In Memory of MARGERY WILSON (1896-1986)

In 1895 Leon Gaumont founded the Gaumont Company and employed his secretary Alice Guy, as his first director. It was from this time that the motion picture industry embraced the concept of women as film makers. For the remainder of the silent years more than thirty women directors worked in the American Film Industry: This is their story.

000:41 THE SILENT FEMINISTS - America’s First Women Directors.

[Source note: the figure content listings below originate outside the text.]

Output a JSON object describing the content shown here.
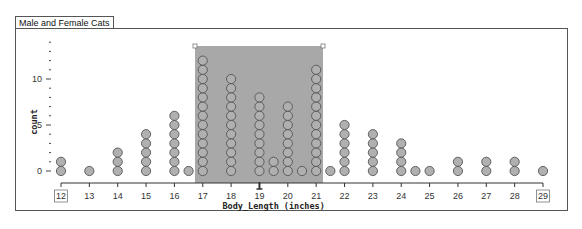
{
  "window": {
    "tab_title": "Male and Female Cats"
  },
  "chart_data": {
    "type": "dotplot",
    "title": "Male and Female Cats",
    "xlabel": "Body_Length (inches)",
    "ylabel": "count",
    "xlim": [
      12,
      29
    ],
    "ylim": [
      0,
      14
    ],
    "x_ticks": [
      12,
      13,
      14,
      15,
      16,
      17,
      18,
      19,
      20,
      21,
      22,
      23,
      24,
      25,
      26,
      27,
      28,
      29
    ],
    "y_ticks": [
      0,
      5,
      10
    ],
    "boxed_tick_labels": [
      12,
      29
    ],
    "points": [
      {
        "x": 12,
        "count": 2
      },
      {
        "x": 13,
        "count": 1
      },
      {
        "x": 14,
        "count": 3
      },
      {
        "x": 15,
        "count": 5
      },
      {
        "x": 16,
        "count": 7
      },
      {
        "x": 16.5,
        "count": 1
      },
      {
        "x": 17,
        "count": 13
      },
      {
        "x": 18,
        "count": 11
      },
      {
        "x": 19,
        "count": 9
      },
      {
        "x": 19.5,
        "count": 2
      },
      {
        "x": 20,
        "count": 8
      },
      {
        "x": 20.5,
        "count": 1
      },
      {
        "x": 21,
        "count": 12
      },
      {
        "x": 21.5,
        "count": 1
      },
      {
        "x": 22,
        "count": 6
      },
      {
        "x": 23,
        "count": 5
      },
      {
        "x": 24,
        "count": 4
      },
      {
        "x": 24.5,
        "count": 1
      },
      {
        "x": 25,
        "count": 1
      },
      {
        "x": 26,
        "count": 2
      },
      {
        "x": 27,
        "count": 2
      },
      {
        "x": 28,
        "count": 2
      },
      {
        "x": 29,
        "count": 1
      }
    ],
    "selection": {
      "x_from": 16.75,
      "x_to": 21.25,
      "color": "#a8a8a8"
    },
    "marker_at_x": 19,
    "dot_color": "#b0b0b0",
    "dot_stroke": "#555555",
    "grid": false,
    "legend": null
  }
}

By the beginning of the 20th century, women began abandoning their traditional place in the home to become secretaries, telephone operators, teachers and even factory workers. Alice Guy’s daughter speaks of her mother’s involvement in the film industry. For Alice Guy, directing ‘La Fee Aux Choux 1896’ was followed by over 400 films by 1908. This was an astonishing number for any director of that period. Most were distributed throughout the world and included over 100 sound subjects.
Daughter Simone Blache, claims that her mother was extremely French and could not speak a word of English when she settled in America. Alice Guy Blache, later founded the Solax Company with her husband Herbert Blache, directing or supervising more than 300 films on every conceivable subject including fairy tales, melo-dramas and comedy.

Her ambitious husband Herbert Blache always tried to promote himself over his wife and in 1920 her career as a director ended. Alice Guy Blache returned to France with her daughter Simone but in later years returned to New Jersey where she died in 1968.
Alice Guy paved the way for many other women in the film industry.